Tuesday, July 8, 2008
The Adversary's Plan
"And it must needs be that the devil should tempt the children of men, or they could not be agents unto themselves; for if they never should have bitter they could not know the sweet— "D&C 29:39
"In the day of prosperity be joyful, but in the day of adversity consider: God also hath set the one over against the other, to the end that man should find nothing after him." Ecclesiastes 7:14
Sunday, July 6, 2008
The Lord's Plan
After church we met at Great Gran's for afternoon dinner. At 94, she gets to choose the location of our gathering. Being that Rose, her ever present neighbor, is out of town, she can't drive herself, so we drive to her. The valley is so green this year and the weather has been so mild. We are all thankful that the combination has made growing conditions perfect. It seemed that as we celebrated Friday night, the relief could be felt throughout the crowd, and it makes the drive to Parker just gorgeous.
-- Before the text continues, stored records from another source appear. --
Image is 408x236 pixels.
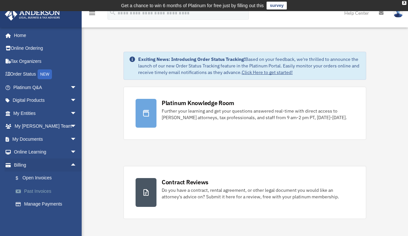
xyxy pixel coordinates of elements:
div: Do you have a contract, rental agreement, or other legal document you would like an attorney's ad... [162,187,354,200]
a: Contract Reviews Do you have a contract, rental agreement, or other legal document you would like... [123,166,366,219]
a: Online Ordering [5,42,87,55]
a: Manage Payments [9,197,87,210]
a: Past Invoices [9,184,87,197]
div: close [402,1,406,5]
a: Billingarrow_drop_up [5,158,87,171]
a: My [PERSON_NAME] Teamarrow_drop_down [5,120,87,133]
a: $Open Invoices [9,171,87,185]
a: survey [267,2,287,9]
span: arrow_drop_down [70,94,83,107]
a: Order StatusNEW [5,68,87,81]
div: Based on your feedback, we're thrilled to announce the launch of our new Order Status Tracking fe... [138,56,361,75]
a: My Entitiesarrow_drop_down [5,107,87,120]
img: Anderson Advisors Platinum Portal [3,8,62,21]
span: arrow_drop_down [70,132,83,146]
div: Contract Reviews [162,178,208,186]
span: arrow_drop_down [70,81,83,94]
a: Online Learningarrow_drop_down [5,145,87,158]
div: NEW [38,69,52,79]
div: Platinum Knowledge Room [162,99,234,107]
a: Platinum Q&Aarrow_drop_down [5,81,87,94]
strong: Exciting News: Introducing Order Status Tracking! [138,56,245,62]
img: User Pic [393,8,403,18]
span: arrow_drop_up [70,158,83,172]
a: Tax Organizers [5,55,87,68]
div: Get a chance to win 6 months of Platinum for free just by filling out this [121,2,264,9]
span: arrow_drop_down [70,107,83,120]
a: Platinum Knowledge Room Further your learning and get your questions answered real-time with dire... [123,87,366,140]
a: Digital Productsarrow_drop_down [5,94,87,107]
span: $ [19,174,23,182]
i: search [109,9,116,16]
a: My Documentsarrow_drop_down [5,132,87,145]
a: menu [88,11,96,17]
a: Events Calendar [5,210,87,223]
i: menu [88,9,96,17]
a: Home [5,29,83,42]
span: arrow_drop_down [70,145,83,159]
a: Click Here to get started! [242,69,293,75]
div: Further your learning and get your questions answered real-time with direct access to [PERSON_NAM... [162,107,354,121]
span: arrow_drop_down [70,120,83,133]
We got into a heartfelt discussion about how lucky we all are, after dinner. Robert ask Gran what she was most grateful for at 94. In her spitfire fashion she said, "A whole lot, but most especially that I can still get to the bathroom in the morning." We all love Gran. You never wonder what she's thinking. She just says it out loud. But, after we all settled down she piped up again, "Robert," she said "today I'm grateful for the Lord's plan for me. And I'm glad it isn't your plan." Robert laughed and said that he didn't think he could be as insightful as the Lord. Gran looked at him and said, "No, Robert. What I mean is, your plan is different from my plan. And mine is different from Sarah's. In his wisdom, He's made each of us unique. And each of our earthly plans unique. He doesn't make mistakes, Robert." I patted her hand and said, "Gran, I wish He'd write them down for us." She chuckled and talked for a few more minutes and then we got into stories of growing up. But, I can't help thinking, my Great Gran is the smartest woman I know.
Sunday, June 29, 2008
Line Upon Line
A perfect plan. It's what we know that Lord has for us when we begin our journeys here on earth. But what brings us to our different places and circumstances? Given the opportunity to "choose", why are some of us gifted with a wealth of opportunity and good fortune, while others seem to be set into worlds of inequity?
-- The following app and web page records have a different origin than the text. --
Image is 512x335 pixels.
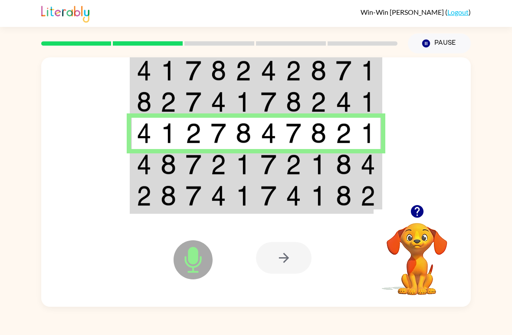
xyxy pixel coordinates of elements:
[137,154,151,174] img: 4
[336,154,352,174] img: 8
[236,185,251,206] img: 1
[211,123,227,143] img: 7
[137,123,151,143] img: 4
[137,185,151,206] img: 2
[286,185,302,206] img: 4
[211,92,227,112] img: 4
[336,185,352,206] img: 8
[186,123,201,143] img: 2
[361,92,375,112] img: 1
[286,92,302,112] img: 8
[286,123,302,143] img: 7
[161,123,176,143] img: 1
[311,60,326,81] img: 8
[361,154,375,174] img: 4
[361,60,375,81] img: 1
[161,60,176,81] img: 1
[286,60,302,81] img: 2
[236,123,251,143] img: 8
[408,33,471,53] button: Pause
[41,3,89,23] img: Literably
[261,154,277,174] img: 7
[236,60,251,81] img: 2
[161,92,176,112] img: 2
[286,154,302,174] img: 2
[448,8,469,16] a: Logout
[211,60,227,81] img: 8
[186,185,201,206] img: 7
[161,154,176,174] img: 8
[186,154,201,174] img: 7
[161,185,176,206] img: 8
[361,185,375,206] img: 2
[361,8,471,16] div: ( )
[311,123,326,143] img: 8
[311,92,326,112] img: 2
[137,60,151,81] img: 4
[261,123,277,143] img: 4
[236,154,251,174] img: 1
[374,209,461,296] video: Your browser must support playing .mp4 files to use Literably. Please try using another browser.
[186,60,201,81] img: 7
[361,123,375,143] img: 1
[137,92,151,112] img: 8
[311,154,326,174] img: 1
[261,92,277,112] img: 7
[261,60,277,81] img: 4
[336,123,352,143] img: 2
[311,185,326,206] img: 1
[336,60,352,81] img: 7
[236,92,251,112] img: 1
[361,8,445,16] span: Win-Win [PERSON_NAME]
[336,92,352,112] img: 4
[211,154,227,174] img: 2
[261,185,277,206] img: 7
[186,92,201,112] img: 7
[211,185,227,206] img: 4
The human experience is a strange accumulation of what we are born with and what the world presents to us. It is what we do with all of this that determines many of our outcomes. Societies, cultures and family units provide us with schema that then determine our interpretations of reality. If you don't know what something is, can you miss it? If something or someone was never apart of you world, is your life 'lacking'?
It's been almost 20 years since I sat in wheel chair with the boy in that picture at my side. I sang the prophetic words in the song "Line Upon Line", with all my heart. But I had to grow up to understand what the words meant. Oh so true,
"Your problem is that, you want all the answers at once. Excuse the
example, but, Sir Galahad didn't find the Holy Grail in one
afternoon...
Line upon line, precept on precept
That is how He lifts us
That is how He teaches His children.
Line upon line, precept on precept
Like a summer shower
Giving us each hour His wisdom.
If we are patient we shall see
How the pieces fit together in harmony.
We'll know who we are in this big universe
And then we'll live with Him forever!
Line upon line, precept on precept
That is how He lifts us
That is how He teaches His children.
Line upon line, precept on precept
Like a summer shower
Giving us each hour His wisdom.
It's like, watching the stars
appear at night. First, just one little light
shines over there in the
western sky. And, then another, and another, until
finally...Well look for
yourself Jimmy. A whole, wonderful, blazing universe. And it began with just one
little star.I still have a problem with that patience thing.